Task: Retype the data exactly, leaving nothing out.

[Task material]

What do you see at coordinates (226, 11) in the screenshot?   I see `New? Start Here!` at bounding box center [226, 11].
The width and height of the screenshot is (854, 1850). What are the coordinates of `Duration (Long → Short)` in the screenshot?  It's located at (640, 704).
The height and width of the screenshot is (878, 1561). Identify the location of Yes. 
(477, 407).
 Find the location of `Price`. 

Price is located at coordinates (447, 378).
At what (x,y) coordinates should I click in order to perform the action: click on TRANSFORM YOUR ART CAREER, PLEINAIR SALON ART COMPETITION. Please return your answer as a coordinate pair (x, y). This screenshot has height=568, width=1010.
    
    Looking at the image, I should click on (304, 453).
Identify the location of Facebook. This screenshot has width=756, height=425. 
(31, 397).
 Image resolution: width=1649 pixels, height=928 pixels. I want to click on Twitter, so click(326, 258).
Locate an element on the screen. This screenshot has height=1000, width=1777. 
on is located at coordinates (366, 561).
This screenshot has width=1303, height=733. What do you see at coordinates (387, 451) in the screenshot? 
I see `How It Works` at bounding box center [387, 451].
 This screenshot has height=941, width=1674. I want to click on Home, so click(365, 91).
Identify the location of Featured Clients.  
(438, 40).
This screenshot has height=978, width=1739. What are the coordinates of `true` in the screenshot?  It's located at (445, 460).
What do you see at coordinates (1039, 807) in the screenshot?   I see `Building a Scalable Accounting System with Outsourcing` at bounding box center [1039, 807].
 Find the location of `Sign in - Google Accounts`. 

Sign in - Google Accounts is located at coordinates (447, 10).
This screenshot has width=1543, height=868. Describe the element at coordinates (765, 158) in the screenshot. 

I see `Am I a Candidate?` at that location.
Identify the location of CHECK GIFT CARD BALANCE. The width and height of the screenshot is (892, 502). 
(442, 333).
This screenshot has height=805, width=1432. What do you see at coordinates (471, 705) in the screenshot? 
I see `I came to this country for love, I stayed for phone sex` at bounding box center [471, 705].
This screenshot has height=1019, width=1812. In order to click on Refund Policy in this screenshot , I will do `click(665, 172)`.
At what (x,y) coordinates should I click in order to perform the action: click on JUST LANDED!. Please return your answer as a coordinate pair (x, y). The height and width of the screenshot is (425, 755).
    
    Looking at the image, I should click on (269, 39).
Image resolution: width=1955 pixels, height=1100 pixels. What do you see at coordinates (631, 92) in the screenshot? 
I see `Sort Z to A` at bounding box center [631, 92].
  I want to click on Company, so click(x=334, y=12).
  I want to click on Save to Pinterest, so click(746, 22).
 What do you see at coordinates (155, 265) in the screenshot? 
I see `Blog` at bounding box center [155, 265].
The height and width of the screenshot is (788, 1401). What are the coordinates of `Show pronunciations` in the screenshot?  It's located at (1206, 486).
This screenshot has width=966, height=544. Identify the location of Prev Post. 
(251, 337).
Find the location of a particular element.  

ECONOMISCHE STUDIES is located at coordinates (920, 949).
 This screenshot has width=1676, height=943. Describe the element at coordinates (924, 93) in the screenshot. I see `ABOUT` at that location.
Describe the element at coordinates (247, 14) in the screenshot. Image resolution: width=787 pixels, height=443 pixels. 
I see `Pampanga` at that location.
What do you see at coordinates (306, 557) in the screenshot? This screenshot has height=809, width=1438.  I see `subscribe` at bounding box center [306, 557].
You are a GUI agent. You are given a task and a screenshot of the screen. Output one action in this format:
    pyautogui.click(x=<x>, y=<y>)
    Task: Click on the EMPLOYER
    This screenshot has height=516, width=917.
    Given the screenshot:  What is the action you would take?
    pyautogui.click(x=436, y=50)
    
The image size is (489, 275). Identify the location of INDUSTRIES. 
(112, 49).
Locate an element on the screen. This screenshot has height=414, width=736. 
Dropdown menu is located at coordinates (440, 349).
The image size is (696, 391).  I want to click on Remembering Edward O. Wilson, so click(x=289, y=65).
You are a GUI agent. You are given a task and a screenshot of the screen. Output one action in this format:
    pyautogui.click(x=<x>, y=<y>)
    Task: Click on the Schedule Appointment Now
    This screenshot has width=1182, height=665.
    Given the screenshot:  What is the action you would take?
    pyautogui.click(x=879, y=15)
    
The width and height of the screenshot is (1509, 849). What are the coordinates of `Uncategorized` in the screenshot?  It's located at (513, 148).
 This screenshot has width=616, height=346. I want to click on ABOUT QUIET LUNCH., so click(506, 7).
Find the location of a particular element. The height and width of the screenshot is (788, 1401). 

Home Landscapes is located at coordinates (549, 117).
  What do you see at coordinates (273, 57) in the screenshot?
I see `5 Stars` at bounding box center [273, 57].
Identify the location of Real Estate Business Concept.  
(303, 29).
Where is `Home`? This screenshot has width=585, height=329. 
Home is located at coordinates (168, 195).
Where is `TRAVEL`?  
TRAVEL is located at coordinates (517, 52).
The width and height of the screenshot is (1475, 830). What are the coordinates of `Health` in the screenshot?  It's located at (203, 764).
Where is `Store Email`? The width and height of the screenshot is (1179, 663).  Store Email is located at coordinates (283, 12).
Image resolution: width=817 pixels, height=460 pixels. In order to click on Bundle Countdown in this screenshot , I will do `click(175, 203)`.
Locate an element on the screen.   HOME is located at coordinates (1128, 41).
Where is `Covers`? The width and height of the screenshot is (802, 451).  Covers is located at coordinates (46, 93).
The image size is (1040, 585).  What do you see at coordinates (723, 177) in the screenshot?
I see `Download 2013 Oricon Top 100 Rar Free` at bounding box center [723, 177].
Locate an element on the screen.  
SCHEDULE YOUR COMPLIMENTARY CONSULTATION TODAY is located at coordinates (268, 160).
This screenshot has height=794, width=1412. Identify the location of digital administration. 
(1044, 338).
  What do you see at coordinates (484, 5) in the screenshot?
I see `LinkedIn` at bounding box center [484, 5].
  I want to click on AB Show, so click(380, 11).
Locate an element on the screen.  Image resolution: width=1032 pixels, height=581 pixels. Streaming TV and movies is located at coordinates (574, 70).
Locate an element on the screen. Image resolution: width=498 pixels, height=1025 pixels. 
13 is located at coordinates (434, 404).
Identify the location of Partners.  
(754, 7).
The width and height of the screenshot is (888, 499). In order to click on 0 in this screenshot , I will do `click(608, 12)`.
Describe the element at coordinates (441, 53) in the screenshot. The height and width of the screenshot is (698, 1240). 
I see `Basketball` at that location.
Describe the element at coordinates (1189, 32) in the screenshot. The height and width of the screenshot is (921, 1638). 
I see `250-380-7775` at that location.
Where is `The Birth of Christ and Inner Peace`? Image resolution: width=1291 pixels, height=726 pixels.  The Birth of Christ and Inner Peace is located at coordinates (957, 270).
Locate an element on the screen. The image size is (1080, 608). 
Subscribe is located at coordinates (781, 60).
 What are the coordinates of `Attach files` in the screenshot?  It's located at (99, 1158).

[/Task material]

Solved problem:
What do you see at coordinates (226, 11) in the screenshot?   I see `New? Start Here!` at bounding box center [226, 11].
The width and height of the screenshot is (854, 1850). What are the coordinates of `Duration (Long → Short)` in the screenshot?  It's located at (640, 704).
The height and width of the screenshot is (878, 1561). Identify the location of Yes. 
(477, 407).
 Find the location of `Price`. 

Price is located at coordinates (447, 378).
At what (x,y) coordinates should I click in order to perform the action: click on TRANSFORM YOUR ART CAREER, PLEINAIR SALON ART COMPETITION. Please return your answer as a coordinate pair (x, y). This screenshot has height=568, width=1010.
    
    Looking at the image, I should click on (304, 453).
Identify the location of Facebook. This screenshot has width=756, height=425. 
(31, 397).
 Image resolution: width=1649 pixels, height=928 pixels. I want to click on Twitter, so click(326, 258).
Locate an element on the screen. This screenshot has height=1000, width=1777. 
on is located at coordinates (366, 561).
This screenshot has width=1303, height=733. What do you see at coordinates (387, 451) in the screenshot? 
I see `How It Works` at bounding box center [387, 451].
 This screenshot has height=941, width=1674. I want to click on Home, so click(365, 91).
Identify the location of Featured Clients.  
(438, 40).
This screenshot has height=978, width=1739. What are the coordinates of `true` in the screenshot?  It's located at (445, 460).
What do you see at coordinates (1039, 807) in the screenshot?   I see `Building a Scalable Accounting System with Outsourcing` at bounding box center [1039, 807].
 Find the location of `Sign in - Google Accounts`. 

Sign in - Google Accounts is located at coordinates (447, 10).
This screenshot has width=1543, height=868. Describe the element at coordinates (765, 158) in the screenshot. 

I see `Am I a Candidate?` at that location.
Identify the location of CHECK GIFT CARD BALANCE. The width and height of the screenshot is (892, 502). 
(442, 333).
This screenshot has height=805, width=1432. What do you see at coordinates (471, 705) in the screenshot? 
I see `I came to this country for love, I stayed for phone sex` at bounding box center [471, 705].
This screenshot has height=1019, width=1812. In order to click on Refund Policy in this screenshot , I will do `click(665, 172)`.
At what (x,y) coordinates should I click in order to perform the action: click on JUST LANDED!. Please return your answer as a coordinate pair (x, y). The height and width of the screenshot is (425, 755).
    
    Looking at the image, I should click on (269, 39).
Image resolution: width=1955 pixels, height=1100 pixels. What do you see at coordinates (631, 92) in the screenshot? 
I see `Sort Z to A` at bounding box center [631, 92].
  I want to click on Company, so click(x=334, y=12).
  I want to click on Save to Pinterest, so click(746, 22).
 What do you see at coordinates (155, 265) in the screenshot? 
I see `Blog` at bounding box center [155, 265].
The height and width of the screenshot is (788, 1401). What are the coordinates of `Show pronunciations` in the screenshot?  It's located at (1206, 486).
This screenshot has width=966, height=544. Identify the location of Prev Post. 
(251, 337).
Find the location of a particular element.  

ECONOMISCHE STUDIES is located at coordinates (920, 949).
 This screenshot has width=1676, height=943. Describe the element at coordinates (924, 93) in the screenshot. I see `ABOUT` at that location.
Describe the element at coordinates (247, 14) in the screenshot. Image resolution: width=787 pixels, height=443 pixels. 
I see `Pampanga` at that location.
What do you see at coordinates (306, 557) in the screenshot? This screenshot has height=809, width=1438.  I see `subscribe` at bounding box center [306, 557].
You are a GUI agent. You are given a task and a screenshot of the screen. Output one action in this format:
    pyautogui.click(x=<x>, y=<y>)
    Task: Click on the EMPLOYER
    This screenshot has height=516, width=917.
    Given the screenshot:  What is the action you would take?
    pyautogui.click(x=436, y=50)
    
The image size is (489, 275). Identify the location of INDUSTRIES. 
(112, 49).
Locate an element on the screen. This screenshot has height=414, width=736. 
Dropdown menu is located at coordinates (440, 349).
The image size is (696, 391).  I want to click on Remembering Edward O. Wilson, so click(x=289, y=65).
You are a GUI agent. You are given a task and a screenshot of the screen. Output one action in this format:
    pyautogui.click(x=<x>, y=<y>)
    Task: Click on the Schedule Appointment Now
    This screenshot has width=1182, height=665.
    Given the screenshot:  What is the action you would take?
    pyautogui.click(x=879, y=15)
    
The width and height of the screenshot is (1509, 849). What are the coordinates of `Uncategorized` in the screenshot?  It's located at (513, 148).
 This screenshot has width=616, height=346. I want to click on ABOUT QUIET LUNCH., so click(506, 7).
Find the location of a particular element. The height and width of the screenshot is (788, 1401). 

Home Landscapes is located at coordinates (549, 117).
  What do you see at coordinates (273, 57) in the screenshot?
I see `5 Stars` at bounding box center [273, 57].
Identify the location of Real Estate Business Concept.  
(303, 29).
Where is `Home`? This screenshot has width=585, height=329. 
Home is located at coordinates (168, 195).
Where is `TRAVEL`?  
TRAVEL is located at coordinates (517, 52).
The width and height of the screenshot is (1475, 830). What are the coordinates of `Health` in the screenshot?  It's located at (203, 764).
Where is `Store Email`? The width and height of the screenshot is (1179, 663).  Store Email is located at coordinates (283, 12).
Image resolution: width=817 pixels, height=460 pixels. In order to click on Bundle Countdown in this screenshot , I will do `click(175, 203)`.
Locate an element on the screen.   HOME is located at coordinates (1128, 41).
Where is `Covers`? The width and height of the screenshot is (802, 451).  Covers is located at coordinates (46, 93).
The image size is (1040, 585).  What do you see at coordinates (723, 177) in the screenshot?
I see `Download 2013 Oricon Top 100 Rar Free` at bounding box center [723, 177].
Locate an element on the screen.  
SCHEDULE YOUR COMPLIMENTARY CONSULTATION TODAY is located at coordinates (268, 160).
This screenshot has height=794, width=1412. Identify the location of digital administration. 
(1044, 338).
  What do you see at coordinates (484, 5) in the screenshot?
I see `LinkedIn` at bounding box center [484, 5].
  I want to click on AB Show, so click(380, 11).
Locate an element on the screen.  Image resolution: width=1032 pixels, height=581 pixels. Streaming TV and movies is located at coordinates (574, 70).
Locate an element on the screen. Image resolution: width=498 pixels, height=1025 pixels. 
13 is located at coordinates (434, 404).
Identify the location of Partners.  
(754, 7).
The width and height of the screenshot is (888, 499). In order to click on 0 in this screenshot , I will do `click(608, 12)`.
Describe the element at coordinates (441, 53) in the screenshot. The height and width of the screenshot is (698, 1240). 
I see `Basketball` at that location.
Describe the element at coordinates (1189, 32) in the screenshot. The height and width of the screenshot is (921, 1638). 
I see `250-380-7775` at that location.
Where is `The Birth of Christ and Inner Peace`? Image resolution: width=1291 pixels, height=726 pixels.  The Birth of Christ and Inner Peace is located at coordinates (957, 270).
Locate an element on the screen. The image size is (1080, 608). 
Subscribe is located at coordinates (781, 60).
 What are the coordinates of `Attach files` in the screenshot?  It's located at (99, 1158).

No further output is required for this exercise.